An example Todd gives is the film Jupiter’s Wife, by Michel Negroponte, a documentary about the filmmaker’s relationship with Maggie Cogan (not the last name she uses, but I am “giving her” it, because I don’t like representations of relatively powerless people as lacking family, and thus political, names).  Maggie when he meets her lives in Central Park with 4 dogs.  I just watched the film and I recommend it, as well, for our group.  Todd says that it’s an example of learning from another in that Negroponte doesn’t primary try to understand or to help Maggie in instrumental ways, although he does both along the way.  Instead, primarily he listens to her and invites her language, he follows her around, he looks up people and things from her past and listens to them (and gets us to), and he shows her “working on the complexities of her own life in her own way.”  Both modes of response/interaction (instrumental and receptive) are challenging and fragile.  He tries not to romanticize her homelessness but also does not portray it, or her “history of mental illness,” as a knowable problem needing or able to be solved in one particular way or the other.  He shows Maggie as vulnerable and strong, both physically and mentally -- in a lot of pain and confusion and also connected with joy, knowledge, and love.  And not determined by her mental or physical situation, or by her past.  The film ends with his voice-over saying that when he first met her (two and half years earler) she dreamed of living on a horse farm, and she still does.  I don’t think that his listening to this dream, this hope, and his making it the finale of the film, can best be understood in terms of power relations and I don’t think it’s romantic fluff, which it might have been had Negroponte not labored to receive Maggie’s language as a gift.  (Which is not to say I always believe in him apart from power issues  – for example,  I find his treatment of Maggie’s body in the film problematic because it seems male-gazy, even though in other ways it’s more open-ended.)

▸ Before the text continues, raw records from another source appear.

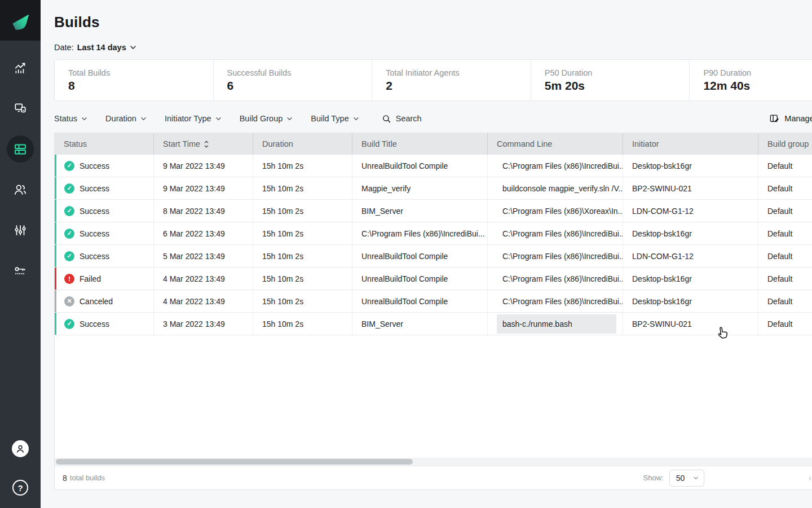  Describe the element at coordinates (121, 119) in the screenshot. I see `filter-label: Duration` at that location.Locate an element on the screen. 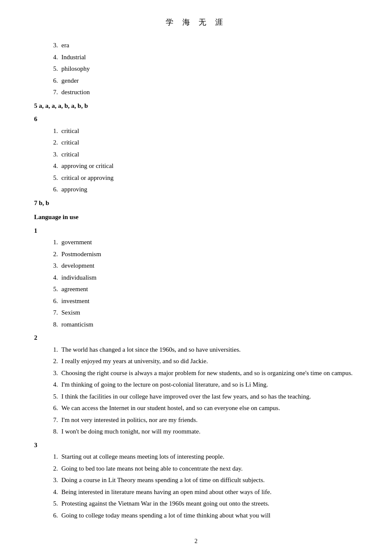 This screenshot has width=392, height=555. list-item: 2. Postmodernism is located at coordinates (203, 254).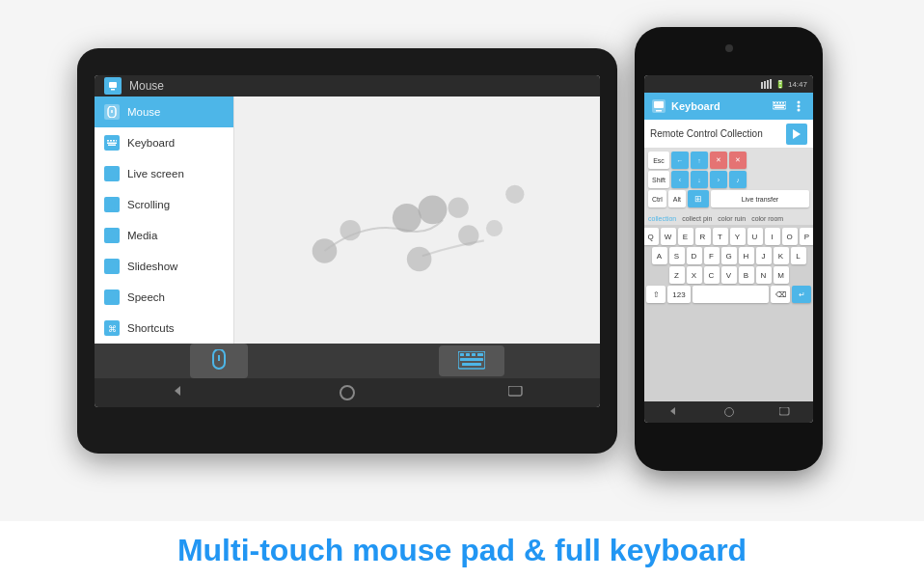 This screenshot has width=924, height=579. I want to click on key-h: H, so click(747, 256).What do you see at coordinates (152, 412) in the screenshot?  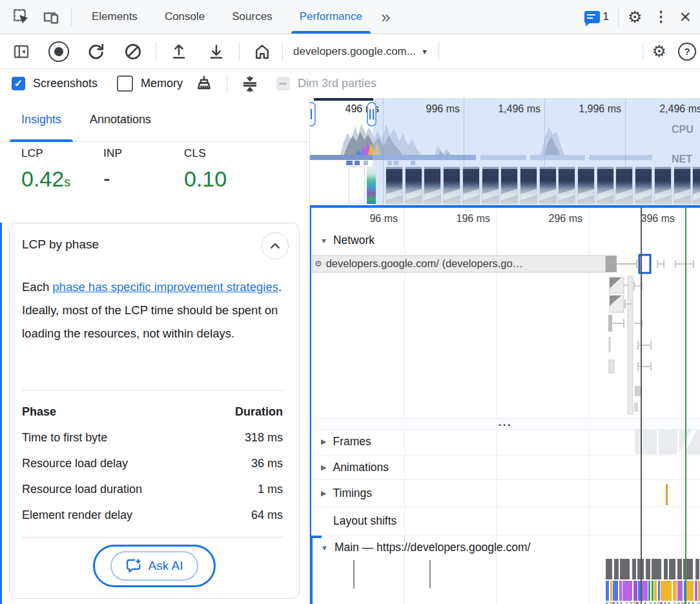 I see `table-header: PhaseDuration` at bounding box center [152, 412].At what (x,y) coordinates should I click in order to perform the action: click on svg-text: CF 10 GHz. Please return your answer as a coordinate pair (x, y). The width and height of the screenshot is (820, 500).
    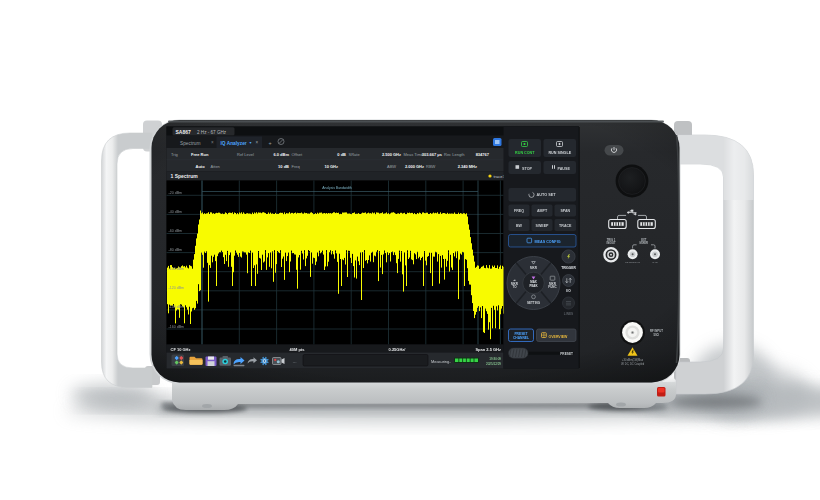
    Looking at the image, I should click on (181, 350).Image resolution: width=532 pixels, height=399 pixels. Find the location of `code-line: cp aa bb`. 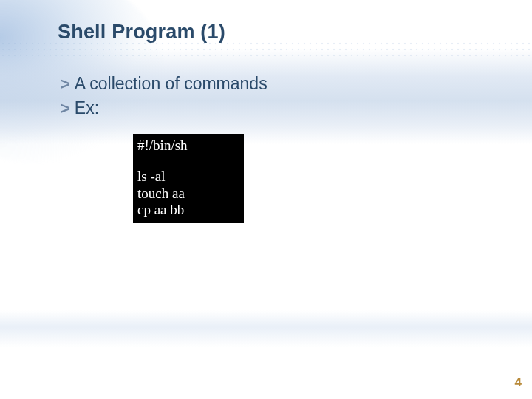

code-line: cp aa bb is located at coordinates (188, 210).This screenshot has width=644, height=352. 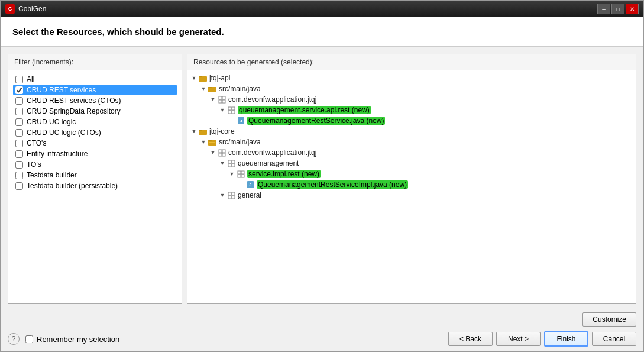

This is getting  long, so I will just say I’d also like to explore the idea of disappointment, appreciating Anne’s marking it.  In Cutting Through Spiritual Materialism, ChogyamTrungpa writes about a Buddhist response to disappointment, saying that disappointment is one of the central features of human life.  I had never thought about it as so central until I read this book.  But if it’s so, maybe we should focus on it more.  Maybe, to respond to Bharath’s query, joyfulness and playfulness come from a freedom from fear of disappointment  -- not freedom from disappointment itself, which is inevitable, but freedom accompanying a certain confidence and strength that disappointment won’t kill one or one’s dreams.